Levvel recommends choosing a PaaS platform that supports and aligns with your organization’s technology roadmap. Comparing a PaaS platform to a technology roadmap often provides teams with an opportunity to ascertain a platform’s strengths and weaknesses, and is therefore an important mile marker in a PaaS platform assessment.
Though some PaaS providers highlight their support for .NET workloads, an overwhelming majority of community resources, such as blogs, articles, and general technical discussions, are about runtimes that do not involve the .Net technology platform. This presents a challenge when teams have to containerize both .Net and non-.Net applications. One suggestion is to initially consider containerizing a traditional non-.Net workload, allowing team members to fully understand the PaaS platform before considering a .Net dependent workload. Many teams may also find containerizing a database as a perfectly legitimate exercise. However, it is very important to fully understand the challenges around database containers and persistent storage before such workloads are considered.

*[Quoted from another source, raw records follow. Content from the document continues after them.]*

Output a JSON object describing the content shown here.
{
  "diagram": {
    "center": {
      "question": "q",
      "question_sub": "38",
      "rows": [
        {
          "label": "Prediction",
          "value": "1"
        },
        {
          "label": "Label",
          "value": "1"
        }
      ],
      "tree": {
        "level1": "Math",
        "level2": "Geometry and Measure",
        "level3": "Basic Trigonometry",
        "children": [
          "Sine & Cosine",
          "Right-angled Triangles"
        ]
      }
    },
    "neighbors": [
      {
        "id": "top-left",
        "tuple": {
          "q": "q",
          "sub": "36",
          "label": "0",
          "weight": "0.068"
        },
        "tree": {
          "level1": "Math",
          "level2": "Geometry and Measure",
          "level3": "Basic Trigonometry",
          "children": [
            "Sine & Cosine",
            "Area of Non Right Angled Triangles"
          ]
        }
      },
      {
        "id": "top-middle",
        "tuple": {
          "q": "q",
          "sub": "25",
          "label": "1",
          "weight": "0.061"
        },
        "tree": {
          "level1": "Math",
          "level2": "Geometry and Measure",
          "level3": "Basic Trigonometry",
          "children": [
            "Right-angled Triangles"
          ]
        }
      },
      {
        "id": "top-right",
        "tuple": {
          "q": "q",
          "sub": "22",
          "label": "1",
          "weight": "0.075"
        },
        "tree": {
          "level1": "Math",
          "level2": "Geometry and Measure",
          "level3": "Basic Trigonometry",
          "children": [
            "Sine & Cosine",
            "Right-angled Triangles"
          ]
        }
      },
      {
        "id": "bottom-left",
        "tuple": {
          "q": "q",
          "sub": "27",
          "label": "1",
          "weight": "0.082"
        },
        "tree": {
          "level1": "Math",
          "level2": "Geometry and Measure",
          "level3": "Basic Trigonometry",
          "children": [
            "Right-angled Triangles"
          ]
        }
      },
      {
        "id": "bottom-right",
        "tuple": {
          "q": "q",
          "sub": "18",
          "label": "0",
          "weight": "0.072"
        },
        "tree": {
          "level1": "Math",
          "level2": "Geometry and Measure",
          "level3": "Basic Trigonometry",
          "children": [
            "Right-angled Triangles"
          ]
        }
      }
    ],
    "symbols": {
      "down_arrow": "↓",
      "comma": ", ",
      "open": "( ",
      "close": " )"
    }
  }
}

Regardless of the company’s current state and goals during evaluation (efforts to modernize traditional applications, the technology stack in use, or the type of workloads being considered), competing vendors should always provide a thorough demonstration of a transformation effort using candidate applications that closely resemble your technology timeline and roadmap. Seeing such a demonstration of the platform’s capabilities will provide valuable insight into its fit and function, as well as its alignment with your priorities.

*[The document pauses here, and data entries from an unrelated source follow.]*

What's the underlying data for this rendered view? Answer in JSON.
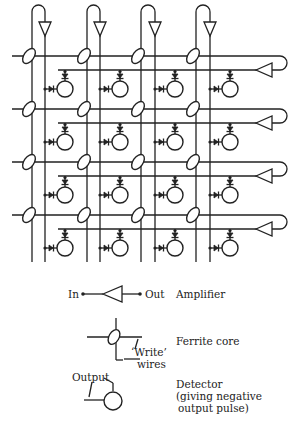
{
  "diagram": {
    "type": "ferrite-core memory matrix",
    "columns": 4,
    "rows": 4,
    "column_left_x": [
      32,
      87,
      141,
      196
    ],
    "column_right_x": [
      45,
      100,
      155,
      210
    ],
    "row_y": [
      56,
      109,
      162,
      215
    ],
    "row_return_offset": 14,
    "loop_top_y": 5,
    "grid_bottom_y": 262,
    "right_loop_x": 287,
    "colors": {
      "ink": "#222222",
      "background": "#ffffff"
    }
  },
  "legend": {
    "amplifier": {
      "in_label": "In",
      "out_label": "Out",
      "description": "Amplifier"
    },
    "ferrite_core": {
      "write_label": "‘Write’",
      "wires_label": "wires",
      "description": "Ferrite core"
    },
    "detector": {
      "output_label": "Output",
      "description_line1": "Detector",
      "description_line2": "(giving negative",
      "description_line3": "output pulse)"
    }
  }
}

Although calculating the true cost of ownership (TCO) should not be a major hurdle for organizations evaluating a PaaS solution, it can still be challenging to properly measure. This is because the TCO is not limited to the acquisition price alone — it also includes the additional costs of purchasing the necessary infrastructure, installing and maintaining the platform, and hiring and retaining a team capable of performing the necessary tasks.
When collecting quotes from vendors, take into consideration all the costs and related factors before deciding, including:
Introducing a new solution in most mature IT environments can be challenging. Anything as comprehensive as a PaaS platform usually requires a significant effort from many teams to implement, including operations and security.
Integrating existing IT solutions with the newly-acquired PaaS platform can be equally daunting; this task brings unique considerations, some of which are listed below.
The need for a strong community should not be trivialized; it is the backbone of your team’s day-to-day experiences until the team achieves a certain level of comfort and mastery of the platform. A robust and growing community can also be a great source from which to hire new talent.
Once the company has selected a PaaS platform, the process of installing and operationalizing the platform can present developers, support, and security teams with a potentially daunting learning curve. Teams often find these initial stages challenging because they can lead to more questions than answers, and often involve time-sensitive problems. Even if the product’s support team is excellent, their lengthy response times and resolution methods may not be able to adequately address the numerous and frequent technical questions the company has. Many of these PaaS platforms also lack accreditation opportunities for users, which results in the need for on-premise training sessions.
All of these issues can lead many teams to rely on the larger community to address the day-to-day technical challenges. Developers, testers, operations, and security team members also benefit greatly from good articles, blogs, and videos on topics relevant to their area of expertise, especially when the content is updated to reflect changing product characteristics. These additional resources provide a good framework to help team members adapt to the new PaaS platform.
Though it is difficult to quantify the benefits of communities, the assistance they can offer significantly improves the team’s ability to learn and troubleshoot platform-related issues during the initial stages. It is important to take these challenges into consideration when evaluating PaaS platforms, and to engage with vendors to understand how they can assist your team as they operationalize the new platform.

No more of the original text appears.